CS363-U Lab 4

As always, if you can't figure out how to do something, raise your hand. Also, when you are done call over the instructor and show what you have before logging off.

PERL v. GAWK

  1. Here is the chance to learn some PERL. If you think about writing readable PERL, you might want to write code that looks somewhat like gawk. (PERL people may now get angry at me, but we have to start somewhere.)

  2. Take a look at the m1, m2, m3, ..., m7 programs that we used in the first lecture of this course (http://www.cs.wustl.edu/~loui/363s04/1). Translate each of these to perl. This will actually take you about half an hour. Remember: semi-colons are mandatory unless you use brackets, e.g. if (blah) { blah; blah } is ok. Also, if, for, and while structures all take braces in perl. Print statements can be done with variables under quotes. Don't forget to use $ in front of your scalars, @ in front of arrays, and % in front of hashes. Split takes two arguments, in reverse of gawk, and returns the array. Concatenation is explicit with the period. And you have to open a file before you can get lines from it. And eq is the string comparator, not ==, which compares values numerically. AND... k9 and wolf need "cgi" in the name of the file in order to execute it on the server.

    You might remember you can use perl0 in my subman (e.g., http://www.cs.wustl.edu/~loui/513f03/subman.cgi?manterm=perl0&tagterm=split) and you can look at the examples in http://www.cs.wustl.edu/~loui/363s04/4/.

  3. It is now time to have a perl-vs-gawk performance test.

    First, write a program in gawk which takes lines from stdin, then reports the total number of lines, total number of words, and total number of bytes. This is essentially the wc program. Do it in perl. Now show which is faster, by finding a very large file and timing each one. You might try repeating the task 100 times if your run time is too short.

    Second, write a program which takes lines from a file, then records the frequency of each word (after stripping all non-alpha characters).

    So if the file is input:

    this is not the entire file at all!
    this is not the entire file either!
    this is not the entire file yet!
    this completes the entire file!!!
    
    it will have output
    4 this
    4 the
    4 file
    4 entire
    3 not
    3 is
    1 yet
    1 either
    1 completes
    1 at
    1 all
    
    And now do it in perl. Compare which is fastest and by how much.

  4. Finally, do the program again where it keeps track of bigrams, which are successive pairs of letters. So the word "this" has bigrams "th", "hi", and "is". My output on the file above is as follows:
    11 e 
    9 th
    8 s 
    7 is
    5 le
    5 he
    5  e
    4 ti
    4 t 
    4 re
    4 nt
    4 ir
    4 il
    4 hi
    4 fi
    4 en
    4 !
    4  t
    4  f
    3 ot
    3 no
    3  n
    3  i
    2 et
    2 !!
    2  a
    1 ye
    1 te
    1 t!
    1 r!
    1 pl
    1 om
    1 mp
    1 ll
    1 l!
    1 it
    1 es
    1 er
    1 ei
    1 e!
    1 co
    1 at
    1 al
    1  y
    1  c
    
    Now do it again in perl and compare the run-times on a large file.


INSTRUCTIONS FOR THE TASK: An exact transcript of every entry is required, without any of the pictures.

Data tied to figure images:
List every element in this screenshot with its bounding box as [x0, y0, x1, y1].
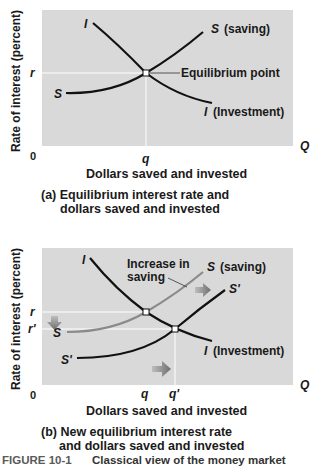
equilibrium-label: Equilibrium point	[181, 66, 280, 80]
x-axis-title-b: Dollars saved and invested	[86, 404, 247, 418]
curve-s-label: S	[211, 22, 219, 36]
curve-s-name: (saving)	[224, 22, 270, 36]
panel-a: I S (saving) Equilibrium point S I (Inve…	[9, 10, 310, 216]
new-equilibrium-marker	[172, 326, 178, 332]
q-prime-axis-label: q'	[169, 387, 180, 401]
curve-i-name-b: (Investment)	[213, 344, 284, 358]
r-axis-label-b: r	[30, 305, 36, 319]
caption-b-line2: and dollars saved and invested	[59, 439, 244, 453]
curve-s-label-b: S	[207, 260, 215, 274]
x-end-label-b: Q	[300, 378, 310, 392]
figure-title: Classical view of the money market	[92, 454, 286, 466]
r-axis-label: r	[30, 66, 36, 80]
caption-b-line1: (b) New equilibrium interest rate	[41, 425, 232, 439]
figure-caption: FIGURE 10-1 Classical view of the money …	[2, 454, 286, 466]
q-axis-label: q	[142, 152, 150, 166]
x-axis-title: Dollars saved and invested	[86, 167, 247, 181]
curve-s-name-b: (saving)	[220, 260, 266, 274]
y-axis-title-b: Rate of interest (percent)	[9, 248, 23, 390]
panel-b: I Increase in saving S (saving) S' S S' …	[9, 248, 310, 453]
figure-number: FIGURE 10-1	[2, 454, 72, 466]
origin-label: 0	[30, 150, 36, 162]
curve-s-prime-label-left: S'	[61, 353, 73, 367]
x-end-label: Q	[300, 139, 310, 153]
equilibrium-point-marker	[143, 70, 149, 76]
origin-label-b: 0	[30, 389, 36, 401]
y-axis-title: Rate of interest (percent)	[9, 10, 23, 152]
q-axis-label-b: q	[141, 387, 149, 401]
caption-a-line2: dollars saved and invested	[60, 202, 220, 216]
curve-s-prime-label-top: S'	[229, 282, 241, 296]
caption-a-line1: (a) Equilibrium interest rate and	[41, 188, 229, 202]
r-prime-axis-label: r'	[28, 322, 37, 336]
annotation-line1: Increase in	[127, 257, 190, 271]
curve-i-name: (Investment)	[213, 105, 284, 119]
curve-s-label-left-b: S	[53, 326, 61, 340]
annotation-line2: saving	[127, 270, 165, 284]
old-equilibrium-marker	[143, 309, 149, 315]
figure-canvas: I S (saving) Equilibrium point S I (Inve…	[0, 0, 310, 468]
curve-s-label-left: S	[54, 87, 62, 101]
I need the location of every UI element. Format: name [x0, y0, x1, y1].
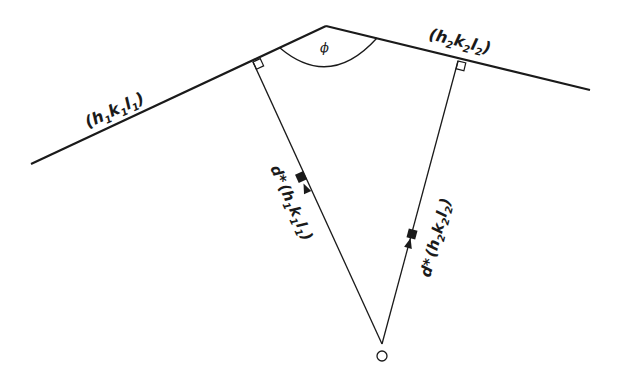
- lattice-point-marker-left: [295, 171, 307, 183]
- origin-point-icon: [377, 351, 387, 361]
- right-angle-mark-right: [456, 61, 466, 71]
- plane-trace-h1k1l1: [31, 26, 326, 164]
- plane-label-h2k2l2: (h2k2l2): [427, 24, 493, 59]
- vector-d-star-h1k1l1: [253, 62, 382, 344]
- arrowhead-right-icon: [404, 237, 414, 249]
- vector-label-d-star-h2k2l2: d*(h2k2l2): [416, 196, 456, 279]
- lattice-point-marker-right: [406, 228, 417, 239]
- angle-label-phi: ϕ: [320, 40, 329, 55]
- vector-label-d-star-h1k1l1: d*(h1k1l1): [265, 162, 317, 244]
- reciprocal-lattice-diagram: ϕ (h1k1l1) (h2k2l2) d*(h1k1l1) d*(h2k2l2…: [0, 0, 618, 382]
- arrowhead-left-icon: [300, 182, 311, 194]
- plane-label-h1k1l1: (h1k1l1): [82, 88, 148, 133]
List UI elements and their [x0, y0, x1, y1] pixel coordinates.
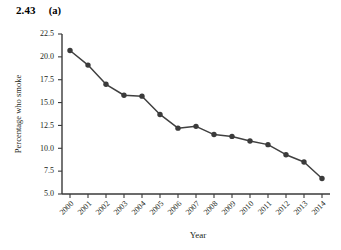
line-chart: 5.07.510.012.515.017.520.022.5 Percentag… — [0, 22, 341, 250]
figure-root: 2.43 (a) 5.07.510.012.515.017.520.022.5 … — [0, 0, 341, 250]
y-tick-label: 7.5 — [44, 166, 54, 175]
y-tick-label: 10.0 — [40, 144, 54, 153]
data-point — [139, 93, 144, 98]
x-tick-label: 2012 — [274, 199, 292, 217]
chart-container: 5.07.510.012.515.017.520.022.5 Percentag… — [0, 22, 341, 250]
data-point — [121, 93, 126, 98]
x-tick-label: 2014 — [310, 199, 328, 217]
x-tick-label: 2008 — [202, 199, 220, 217]
x-tick-label: 2007 — [184, 199, 202, 217]
x-axis-title: Year — [190, 230, 207, 240]
series-group — [67, 48, 324, 181]
x-tick-label: 2006 — [166, 199, 184, 217]
y-tick-label: 15.0 — [40, 98, 54, 107]
x-axis: 2000200120022003200420052006200720082009… — [58, 194, 330, 240]
y-axis: 5.07.510.012.515.017.520.022.5 Percentag… — [13, 29, 62, 198]
data-point — [193, 124, 198, 129]
data-point — [301, 159, 306, 164]
x-tick-label: 2009 — [220, 199, 238, 217]
y-tick-label: 20.0 — [40, 52, 54, 61]
data-point — [157, 112, 162, 117]
x-tick-label: 2002 — [94, 199, 112, 217]
y-tick-label: 22.5 — [40, 29, 54, 38]
series-line-percentage-who-smoke — [70, 50, 322, 178]
data-point — [283, 152, 288, 157]
x-tick-label: 2001 — [76, 199, 94, 217]
data-point — [85, 62, 90, 67]
data-point — [67, 48, 72, 53]
data-point — [319, 176, 324, 181]
data-point — [103, 82, 108, 87]
data-point — [229, 134, 234, 139]
data-point — [265, 142, 270, 147]
data-point — [247, 138, 252, 143]
x-tick-label: 2000 — [58, 199, 76, 217]
y-axis-title: Percentage who smoke — [13, 75, 23, 154]
x-tick-label: 2010 — [238, 199, 256, 217]
y-tick-group: 5.07.510.012.515.017.520.022.5 — [40, 29, 62, 198]
x-tick-label: 2003 — [112, 199, 130, 217]
y-tick-label: 5.0 — [44, 189, 54, 198]
data-point — [175, 125, 180, 130]
figure-header: 2.43 (a) — [16, 4, 61, 16]
x-tick-label: 2013 — [292, 199, 310, 217]
y-tick-label: 12.5 — [40, 121, 54, 130]
x-tick-group: 2000200120022003200420052006200720082009… — [58, 194, 328, 217]
x-tick-label: 2005 — [148, 199, 166, 217]
x-tick-label: 2011 — [256, 199, 273, 216]
figure-number: 2.43 — [16, 4, 36, 16]
series-point-group — [67, 48, 324, 181]
y-tick-label: 17.5 — [40, 75, 54, 84]
figure-part-label: (a) — [49, 5, 61, 16]
x-tick-label: 2004 — [130, 199, 148, 217]
data-point — [211, 132, 216, 137]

TASK SOLUTION:
List every element in this screenshot with its bounding box as [x0, y0, x1, y1].
equilibrium-label: Equilibrium point	[181, 66, 280, 80]
x-axis-title-b: Dollars saved and invested	[86, 404, 247, 418]
curve-s-label: S	[211, 22, 219, 36]
curve-s-name: (saving)	[224, 22, 270, 36]
panel-a: I S (saving) Equilibrium point S I (Inve…	[9, 10, 310, 216]
new-equilibrium-marker	[172, 326, 178, 332]
q-prime-axis-label: q'	[169, 387, 180, 401]
curve-i-name-b: (Investment)	[213, 344, 284, 358]
r-axis-label-b: r	[30, 305, 36, 319]
caption-b-line2: and dollars saved and invested	[59, 439, 244, 453]
curve-s-label-b: S	[207, 260, 215, 274]
x-end-label-b: Q	[300, 378, 310, 392]
figure-title: Classical view of the money market	[92, 454, 286, 466]
r-axis-label: r	[30, 66, 36, 80]
caption-b-line1: (b) New equilibrium interest rate	[41, 425, 232, 439]
figure-caption: FIGURE 10-1 Classical view of the money …	[2, 454, 286, 466]
q-axis-label: q	[142, 152, 150, 166]
x-axis-title: Dollars saved and invested	[86, 167, 247, 181]
curve-s-name-b: (saving)	[220, 260, 266, 274]
y-axis-title-b: Rate of interest (percent)	[9, 248, 23, 390]
panel-b: I Increase in saving S (saving) S' S S' …	[9, 248, 310, 453]
figure-number: FIGURE 10-1	[2, 454, 72, 466]
origin-label: 0	[30, 150, 36, 162]
curve-s-prime-label-left: S'	[61, 353, 73, 367]
x-end-label: Q	[300, 139, 310, 153]
equilibrium-point-marker	[143, 70, 149, 76]
origin-label-b: 0	[30, 389, 36, 401]
y-axis-title: Rate of interest (percent)	[9, 10, 23, 152]
q-axis-label-b: q	[141, 387, 149, 401]
caption-a-line2: dollars saved and invested	[60, 202, 220, 216]
curve-s-prime-label-top: S'	[229, 282, 241, 296]
caption-a-line1: (a) Equilibrium interest rate and	[41, 188, 229, 202]
r-prime-axis-label: r'	[28, 322, 37, 336]
annotation-line1: Increase in	[127, 257, 190, 271]
curve-i-name: (Investment)	[213, 105, 284, 119]
curve-s-label-left-b: S	[53, 326, 61, 340]
annotation-line2: saving	[127, 270, 165, 284]
old-equilibrium-marker	[143, 309, 149, 315]
figure-canvas: I S (saving) Equilibrium point S I (Inve…	[0, 0, 310, 468]
curve-s-label-left: S	[54, 87, 62, 101]
I need the location of every UI element. Format: name [x0, y0, x1, y1].
- lattice-point-marker-left: [295, 171, 307, 183]
- origin-point-icon: [377, 351, 387, 361]
- right-angle-mark-right: [456, 61, 466, 71]
- plane-trace-h1k1l1: [31, 26, 326, 164]
- plane-label-h2k2l2: (h2k2l2): [427, 24, 493, 59]
- vector-d-star-h1k1l1: [253, 62, 382, 344]
- arrowhead-right-icon: [404, 237, 414, 249]
- vector-label-d-star-h2k2l2: d*(h2k2l2): [416, 196, 456, 279]
- lattice-point-marker-right: [406, 228, 417, 239]
- angle-label-phi: ϕ: [320, 40, 329, 55]
- vector-label-d-star-h1k1l1: d*(h1k1l1): [265, 162, 317, 244]
- reciprocal-lattice-diagram: ϕ (h1k1l1) (h2k2l2) d*(h1k1l1) d*(h2k2l2…: [0, 0, 618, 382]
- arrowhead-left-icon: [300, 182, 311, 194]
- plane-label-h1k1l1: (h1k1l1): [82, 88, 148, 133]
List UI elements and their [x0, y0, x1, y1] pixel coordinates.
line-chart: 5.07.510.012.515.017.520.022.5 Percentag… — [0, 22, 341, 250]
figure-root: 2.43 (a) 5.07.510.012.515.017.520.022.5 … — [0, 0, 341, 250]
y-tick-label: 7.5 — [44, 166, 54, 175]
y-tick-label: 10.0 — [40, 144, 54, 153]
data-point — [139, 93, 144, 98]
x-tick-label: 2012 — [274, 199, 292, 217]
chart-container: 5.07.510.012.515.017.520.022.5 Percentag… — [0, 22, 341, 250]
data-point — [121, 93, 126, 98]
x-tick-label: 2014 — [310, 199, 328, 217]
x-tick-label: 2008 — [202, 199, 220, 217]
x-tick-label: 2007 — [184, 199, 202, 217]
x-axis-title: Year — [190, 230, 207, 240]
series-group — [67, 48, 324, 181]
x-tick-label: 2006 — [166, 199, 184, 217]
y-tick-label: 15.0 — [40, 98, 54, 107]
x-axis: 2000200120022003200420052006200720082009… — [58, 194, 330, 240]
y-axis: 5.07.510.012.515.017.520.022.5 Percentag… — [13, 29, 62, 198]
data-point — [193, 124, 198, 129]
data-point — [301, 159, 306, 164]
x-tick-label: 2009 — [220, 199, 238, 217]
y-tick-label: 20.0 — [40, 52, 54, 61]
data-point — [157, 112, 162, 117]
x-tick-label: 2002 — [94, 199, 112, 217]
y-tick-label: 22.5 — [40, 29, 54, 38]
series-line-percentage-who-smoke — [70, 50, 322, 178]
data-point — [283, 152, 288, 157]
x-tick-label: 2001 — [76, 199, 94, 217]
data-point — [85, 62, 90, 67]
data-point — [67, 48, 72, 53]
data-point — [319, 176, 324, 181]
data-point — [103, 82, 108, 87]
data-point — [229, 134, 234, 139]
data-point — [265, 142, 270, 147]
data-point — [247, 138, 252, 143]
x-tick-label: 2000 — [58, 199, 76, 217]
y-axis-title: Percentage who smoke — [13, 75, 23, 154]
x-tick-label: 2010 — [238, 199, 256, 217]
y-tick-group: 5.07.510.012.515.017.520.022.5 — [40, 29, 62, 198]
x-tick-label: 2003 — [112, 199, 130, 217]
y-tick-label: 5.0 — [44, 189, 54, 198]
data-point — [175, 125, 180, 130]
figure-header: 2.43 (a) — [16, 4, 61, 16]
x-tick-label: 2013 — [292, 199, 310, 217]
y-tick-label: 12.5 — [40, 121, 54, 130]
x-tick-group: 2000200120022003200420052006200720082009… — [58, 194, 328, 217]
x-tick-label: 2005 — [148, 199, 166, 217]
x-tick-label: 2011 — [256, 199, 273, 216]
figure-number: 2.43 — [16, 4, 36, 16]
series-point-group — [67, 48, 324, 181]
y-tick-label: 17.5 — [40, 75, 54, 84]
figure-part-label: (a) — [49, 5, 61, 16]
x-tick-label: 2004 — [130, 199, 148, 217]
data-point — [211, 132, 216, 137]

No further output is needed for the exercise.